Friday, March 06, 2009

65 Years Since the Deportation of the Balkars

In 1944, the Soviet government celebrated International Women's Day by forcibly deporting almost the entire Balkar population to Kazakhstan, Kyrgyzstan and Omsk Oblast in Sibera. A Turkic people closely related to the Karachais, the Balkars lived primarily in the Karbardino-Balkar ASSR located in the Northwest Caucasus. Starting on 8 March 1944 and finishing the following day, the NKVD loaded 37,713 Balkars onto 14 train echelons bound for Central Asia and Siberia (Bugai, doc. 29, pp. 113-114). The Stalin regime placed the exiled Balkars under special settlement restrictions identical to those that it had imposed upon the deported Russian-Germans, Kalmyks, Karachais, Chechens and Ingush. By October 1946 the Balkar population had been reduced to 32,817 due to deaths from malnutrition and disease (Bugai, doc. 25, pp. 244-245). The Balkars remained confined by the special settlement restrictions until 28 April 1956 (Bugai, doc. 57, p. 273). Only in 1957, however, could they return to their mountain homeland in the Caucasus. During 1957 and 1958, 34,749 Balkars returned home (Bugai, doc. 64, pp. 279-280). The Stalin regime's ethnic cleansing of the Balkars on International Women's Day in 1944 clearly violated the commitment to both women's and workers' rights embodied in the holiday.

Source:

N.F. Bugai, ed., Iosif Stalin - Lavrentiiu Berii: "Ikh nado deportirovat;": Dokumenty, fakty, kommentarii (Moscow: "Druzhba narodov," 1992).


- TO DO:
Work out how many lines in the data include the string "content"; reply with that number alone.

━━━━━ EXTRACTED INFORMATION

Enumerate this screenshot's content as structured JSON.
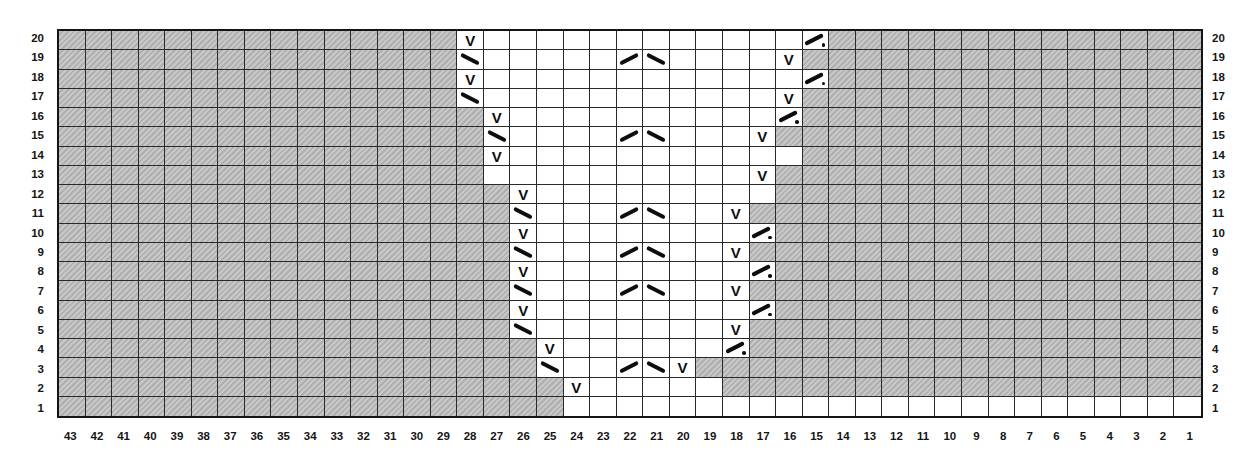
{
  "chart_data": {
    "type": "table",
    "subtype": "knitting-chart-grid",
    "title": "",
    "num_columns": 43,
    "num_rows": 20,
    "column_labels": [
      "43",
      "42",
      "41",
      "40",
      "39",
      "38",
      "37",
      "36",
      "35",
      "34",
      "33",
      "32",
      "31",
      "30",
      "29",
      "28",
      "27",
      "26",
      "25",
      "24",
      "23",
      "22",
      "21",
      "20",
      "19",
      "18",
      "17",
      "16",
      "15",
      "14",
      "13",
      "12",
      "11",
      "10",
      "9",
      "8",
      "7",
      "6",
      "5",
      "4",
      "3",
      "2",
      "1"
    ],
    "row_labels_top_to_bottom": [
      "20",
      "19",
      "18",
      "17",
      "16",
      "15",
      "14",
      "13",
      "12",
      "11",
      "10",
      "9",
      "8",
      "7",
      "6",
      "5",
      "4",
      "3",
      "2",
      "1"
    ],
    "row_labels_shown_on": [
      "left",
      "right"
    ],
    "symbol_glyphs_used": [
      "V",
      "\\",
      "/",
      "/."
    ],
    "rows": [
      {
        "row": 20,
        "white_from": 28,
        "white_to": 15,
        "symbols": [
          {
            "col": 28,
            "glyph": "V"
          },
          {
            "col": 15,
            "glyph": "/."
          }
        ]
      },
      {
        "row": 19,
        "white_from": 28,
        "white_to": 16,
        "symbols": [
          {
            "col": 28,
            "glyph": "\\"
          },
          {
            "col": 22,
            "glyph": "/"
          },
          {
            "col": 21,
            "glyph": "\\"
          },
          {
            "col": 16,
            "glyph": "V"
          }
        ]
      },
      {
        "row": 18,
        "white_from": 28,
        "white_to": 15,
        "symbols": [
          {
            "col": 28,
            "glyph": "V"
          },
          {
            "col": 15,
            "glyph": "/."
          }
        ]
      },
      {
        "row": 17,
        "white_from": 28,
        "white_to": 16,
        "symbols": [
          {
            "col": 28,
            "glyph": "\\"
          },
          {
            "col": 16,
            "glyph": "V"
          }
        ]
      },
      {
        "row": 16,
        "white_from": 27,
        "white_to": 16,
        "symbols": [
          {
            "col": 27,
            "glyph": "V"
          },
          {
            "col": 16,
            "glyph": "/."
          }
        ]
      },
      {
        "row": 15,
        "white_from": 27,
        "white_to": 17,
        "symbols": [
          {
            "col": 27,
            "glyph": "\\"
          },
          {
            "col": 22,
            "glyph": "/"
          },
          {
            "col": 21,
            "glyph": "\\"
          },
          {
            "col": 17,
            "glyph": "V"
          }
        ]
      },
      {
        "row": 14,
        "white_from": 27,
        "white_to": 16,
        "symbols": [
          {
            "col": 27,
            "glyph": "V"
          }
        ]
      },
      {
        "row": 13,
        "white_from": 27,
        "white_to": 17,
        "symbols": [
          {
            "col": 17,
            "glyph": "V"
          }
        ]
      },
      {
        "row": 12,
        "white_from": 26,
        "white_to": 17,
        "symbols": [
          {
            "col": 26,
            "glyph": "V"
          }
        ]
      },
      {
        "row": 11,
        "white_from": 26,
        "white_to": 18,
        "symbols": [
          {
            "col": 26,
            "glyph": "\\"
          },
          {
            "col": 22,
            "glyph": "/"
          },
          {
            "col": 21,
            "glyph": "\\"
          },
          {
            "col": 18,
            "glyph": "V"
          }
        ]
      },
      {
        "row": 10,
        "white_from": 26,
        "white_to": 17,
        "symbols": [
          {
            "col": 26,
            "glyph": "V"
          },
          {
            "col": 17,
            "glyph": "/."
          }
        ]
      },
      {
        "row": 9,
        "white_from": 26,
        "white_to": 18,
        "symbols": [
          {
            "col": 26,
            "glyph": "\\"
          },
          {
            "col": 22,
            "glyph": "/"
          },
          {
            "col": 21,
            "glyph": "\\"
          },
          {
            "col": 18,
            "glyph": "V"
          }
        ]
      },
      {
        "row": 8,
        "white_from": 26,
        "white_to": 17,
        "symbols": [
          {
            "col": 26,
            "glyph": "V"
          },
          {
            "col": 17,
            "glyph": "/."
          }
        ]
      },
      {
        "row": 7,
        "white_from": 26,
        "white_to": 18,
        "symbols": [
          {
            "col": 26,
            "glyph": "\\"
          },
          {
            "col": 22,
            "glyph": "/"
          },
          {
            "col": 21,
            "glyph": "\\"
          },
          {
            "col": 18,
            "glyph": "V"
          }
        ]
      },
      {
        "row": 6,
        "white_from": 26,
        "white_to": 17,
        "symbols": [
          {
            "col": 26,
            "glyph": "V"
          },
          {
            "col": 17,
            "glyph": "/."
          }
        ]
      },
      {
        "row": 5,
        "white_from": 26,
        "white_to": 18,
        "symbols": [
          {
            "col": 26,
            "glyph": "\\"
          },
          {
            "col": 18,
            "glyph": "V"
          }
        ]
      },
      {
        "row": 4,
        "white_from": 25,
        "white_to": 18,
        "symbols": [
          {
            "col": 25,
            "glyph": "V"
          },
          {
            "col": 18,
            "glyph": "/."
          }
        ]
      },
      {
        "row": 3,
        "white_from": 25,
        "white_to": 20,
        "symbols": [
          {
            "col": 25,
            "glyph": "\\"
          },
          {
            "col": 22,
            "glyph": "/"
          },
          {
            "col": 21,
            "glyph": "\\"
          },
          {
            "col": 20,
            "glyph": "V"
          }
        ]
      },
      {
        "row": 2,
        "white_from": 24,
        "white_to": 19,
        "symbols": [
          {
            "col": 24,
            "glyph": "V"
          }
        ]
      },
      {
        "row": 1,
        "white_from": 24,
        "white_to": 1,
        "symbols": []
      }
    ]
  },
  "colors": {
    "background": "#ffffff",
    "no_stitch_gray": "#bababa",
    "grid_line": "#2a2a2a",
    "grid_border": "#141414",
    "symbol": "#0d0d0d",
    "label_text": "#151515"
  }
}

━━━━━━━━━━
━━━━━ EXTRACTED INFORMATION

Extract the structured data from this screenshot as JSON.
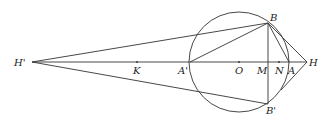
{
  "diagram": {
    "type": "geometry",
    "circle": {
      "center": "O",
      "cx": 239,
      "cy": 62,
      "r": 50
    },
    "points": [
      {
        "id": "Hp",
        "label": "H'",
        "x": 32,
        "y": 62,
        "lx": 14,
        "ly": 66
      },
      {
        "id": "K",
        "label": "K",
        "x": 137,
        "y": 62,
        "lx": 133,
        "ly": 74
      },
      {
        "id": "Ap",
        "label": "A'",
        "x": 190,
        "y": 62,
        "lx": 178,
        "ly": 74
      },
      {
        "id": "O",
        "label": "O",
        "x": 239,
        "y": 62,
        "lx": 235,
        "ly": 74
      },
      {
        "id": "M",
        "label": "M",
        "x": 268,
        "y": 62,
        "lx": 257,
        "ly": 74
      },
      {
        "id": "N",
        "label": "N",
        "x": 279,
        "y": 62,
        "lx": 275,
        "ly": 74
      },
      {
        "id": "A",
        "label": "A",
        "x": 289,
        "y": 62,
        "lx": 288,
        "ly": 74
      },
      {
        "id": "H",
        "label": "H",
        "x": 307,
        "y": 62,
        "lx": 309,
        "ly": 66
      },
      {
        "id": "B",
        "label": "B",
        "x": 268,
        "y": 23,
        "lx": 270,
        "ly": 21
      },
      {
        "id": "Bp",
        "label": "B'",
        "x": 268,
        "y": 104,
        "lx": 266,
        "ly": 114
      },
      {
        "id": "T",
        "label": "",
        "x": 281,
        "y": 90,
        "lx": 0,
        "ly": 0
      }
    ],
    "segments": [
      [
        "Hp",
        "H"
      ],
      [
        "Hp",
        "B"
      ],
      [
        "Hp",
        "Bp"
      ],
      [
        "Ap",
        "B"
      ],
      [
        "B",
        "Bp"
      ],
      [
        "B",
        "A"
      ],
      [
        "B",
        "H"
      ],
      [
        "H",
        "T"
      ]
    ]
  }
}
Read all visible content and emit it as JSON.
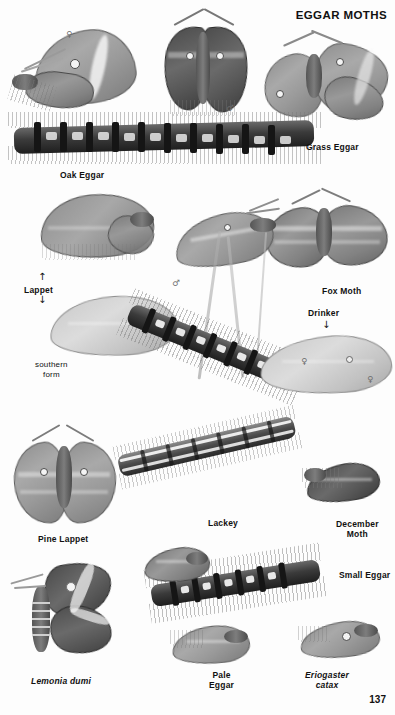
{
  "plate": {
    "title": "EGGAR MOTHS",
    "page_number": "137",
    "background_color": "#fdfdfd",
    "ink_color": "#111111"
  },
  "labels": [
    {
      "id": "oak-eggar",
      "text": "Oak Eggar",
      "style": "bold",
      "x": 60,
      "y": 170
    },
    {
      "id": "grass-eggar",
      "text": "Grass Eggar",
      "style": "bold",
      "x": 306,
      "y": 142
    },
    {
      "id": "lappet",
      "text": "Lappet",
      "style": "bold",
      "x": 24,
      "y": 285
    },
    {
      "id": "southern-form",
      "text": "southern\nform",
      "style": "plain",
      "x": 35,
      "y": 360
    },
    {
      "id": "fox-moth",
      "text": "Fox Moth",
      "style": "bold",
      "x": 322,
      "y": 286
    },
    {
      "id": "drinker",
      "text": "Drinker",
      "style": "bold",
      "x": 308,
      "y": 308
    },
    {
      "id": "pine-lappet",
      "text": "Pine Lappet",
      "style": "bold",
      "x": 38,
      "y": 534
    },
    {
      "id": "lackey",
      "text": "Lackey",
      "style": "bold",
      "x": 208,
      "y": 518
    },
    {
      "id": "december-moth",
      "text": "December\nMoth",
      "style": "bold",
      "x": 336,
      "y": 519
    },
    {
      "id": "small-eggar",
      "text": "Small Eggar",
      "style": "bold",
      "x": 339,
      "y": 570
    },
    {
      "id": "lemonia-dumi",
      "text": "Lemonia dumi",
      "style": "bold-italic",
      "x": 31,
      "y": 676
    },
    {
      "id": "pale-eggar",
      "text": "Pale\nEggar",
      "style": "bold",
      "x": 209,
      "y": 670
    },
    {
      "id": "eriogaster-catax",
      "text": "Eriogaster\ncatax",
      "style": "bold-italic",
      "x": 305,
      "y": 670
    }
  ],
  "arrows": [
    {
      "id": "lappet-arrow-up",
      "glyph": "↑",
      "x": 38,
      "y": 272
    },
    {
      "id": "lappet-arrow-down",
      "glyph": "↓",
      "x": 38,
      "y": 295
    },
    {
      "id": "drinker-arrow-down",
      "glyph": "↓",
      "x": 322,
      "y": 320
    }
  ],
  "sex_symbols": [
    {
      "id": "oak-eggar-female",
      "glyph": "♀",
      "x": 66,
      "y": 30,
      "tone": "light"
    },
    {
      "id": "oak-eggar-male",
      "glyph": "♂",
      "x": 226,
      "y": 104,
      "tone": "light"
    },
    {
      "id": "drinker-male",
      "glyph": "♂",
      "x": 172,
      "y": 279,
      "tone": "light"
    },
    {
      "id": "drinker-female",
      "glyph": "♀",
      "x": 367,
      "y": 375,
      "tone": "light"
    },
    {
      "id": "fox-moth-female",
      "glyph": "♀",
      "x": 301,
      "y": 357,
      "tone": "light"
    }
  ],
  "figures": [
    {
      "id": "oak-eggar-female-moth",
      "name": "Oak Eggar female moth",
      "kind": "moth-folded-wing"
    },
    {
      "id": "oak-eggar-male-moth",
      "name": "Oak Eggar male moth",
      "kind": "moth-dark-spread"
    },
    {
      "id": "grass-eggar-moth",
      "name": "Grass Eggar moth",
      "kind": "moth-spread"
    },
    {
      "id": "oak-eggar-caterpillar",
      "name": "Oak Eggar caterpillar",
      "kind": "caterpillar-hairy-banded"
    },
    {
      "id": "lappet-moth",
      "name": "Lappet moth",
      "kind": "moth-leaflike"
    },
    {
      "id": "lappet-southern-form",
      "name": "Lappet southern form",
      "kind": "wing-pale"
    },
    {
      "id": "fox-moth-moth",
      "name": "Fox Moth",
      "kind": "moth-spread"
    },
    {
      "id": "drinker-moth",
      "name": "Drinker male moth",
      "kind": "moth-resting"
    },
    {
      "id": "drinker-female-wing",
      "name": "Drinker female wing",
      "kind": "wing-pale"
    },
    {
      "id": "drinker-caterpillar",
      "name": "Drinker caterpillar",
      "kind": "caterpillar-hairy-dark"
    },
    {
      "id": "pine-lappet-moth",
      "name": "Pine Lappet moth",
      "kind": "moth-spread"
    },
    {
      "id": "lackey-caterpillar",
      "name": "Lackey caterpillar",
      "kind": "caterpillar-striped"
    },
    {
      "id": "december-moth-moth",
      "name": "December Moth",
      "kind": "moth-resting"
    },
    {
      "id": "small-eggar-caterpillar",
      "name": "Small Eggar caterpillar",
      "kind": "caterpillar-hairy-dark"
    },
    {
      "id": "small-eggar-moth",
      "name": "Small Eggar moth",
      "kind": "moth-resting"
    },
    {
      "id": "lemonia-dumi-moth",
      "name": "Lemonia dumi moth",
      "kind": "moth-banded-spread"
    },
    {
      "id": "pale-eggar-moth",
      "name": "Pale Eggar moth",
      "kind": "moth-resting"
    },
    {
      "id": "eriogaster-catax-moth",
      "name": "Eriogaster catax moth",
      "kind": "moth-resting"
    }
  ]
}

━━━━━━━━━━

- WRITTEN SOLUTION:
2